IBM's Sense of Humour

7 PM October 2, 2003

Leafing through the DB/2 SQL Reference, I found a function called to_date( string-expression, format-string ), which converts strings to dates. Just what I needed, I thought, for converting string in arbitrary formats to dates.

Nope.

This what the manual says about the format-string parameter:

format-string A character constant that contains a template for how the string expression is to be interpreted as a timestamp value. The length of the format string must not be greater than 254… The content of format-string can be specified in mixed case.

Valid format strings are: ‘YYYY-MM-DD HH24:MI:SS’

And that’s it. There is ONE valid format string. Passing any other value for that parameter earns you this error message:

SQL0171N The data type, length or value of argument “2” of routine “SYSIBM.TO_DATE” is incorrect. SQLSTATE=42815

Very funny, IBM.

By alang | # | Comments (5)
(Posted to Software Development and Rants)

DB/2 to Oracle with Hibernate

7 PM October 2, 2003

Had a huge day today converting our Hibernate application from DB/2 to Oracle 9i. The move seemed to highlight every single little shortcut we took through the whole development so far.

There were numerous little gotchas. Keith took the first one. Hibernate was using a single SELECT statement to read 146 columns spread across ten tables, half of which were outer joined. The generated SQL was 5923 bytes long. On DB/2, it was a performance problem; on Oracle it caused the JDBC driver to curl up its toes and die.

The most frustrating problem of the day was dates. It turns out that DB/2 and Oracle have very different ideas about how dates should be represented in literal SQL strings. We used literal dates quite heavily from our test cases. Turns out there is a representation of a timestamp that is valid in both Oracle and DB/2 (to_date(‘1962–08-11 12:00:00’, ‘YYYY-MM-DD HH24:MI:SS’)), but for straight dates there was no single string that worked in both SQLs. Prepared statements are fine—it’s just literal dates in SQL.

Hibernate has certainly lived up to its reputation—the generated SQL runs as well on Oracle as it does on DB/2. The only Hibernate problems we ran into were due to misconfigurations or misunderstandings, all easily corrected with a little help from Daniel.

Eclipse / WSAD deserve a mention here too. I would still be coding without Ctrl+Space, Ctrl+Shift+F and, especially, Ctrl+Shift+O.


● **TASK TO CARRY OUT**
Exactly as written, give again the line with "is (965, 474)." and all subsequent lines through the end of the records.

● **AVAILABLE DATA**
-- -- --

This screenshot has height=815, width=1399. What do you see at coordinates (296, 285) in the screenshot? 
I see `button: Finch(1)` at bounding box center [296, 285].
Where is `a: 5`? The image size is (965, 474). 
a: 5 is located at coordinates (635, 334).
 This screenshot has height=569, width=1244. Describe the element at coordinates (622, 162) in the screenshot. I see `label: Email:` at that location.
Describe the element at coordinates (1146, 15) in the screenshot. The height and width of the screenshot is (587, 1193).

-- -- --

● **ANSWER FOR THIS EXERCISE**
Where is `a: 5`? The image size is (965, 474). 
a: 5 is located at coordinates (635, 334).
 This screenshot has height=569, width=1244. Describe the element at coordinates (622, 162) in the screenshot. I see `label: Email:` at that location.
Describe the element at coordinates (1146, 15) in the screenshot. The height and width of the screenshot is (587, 1193).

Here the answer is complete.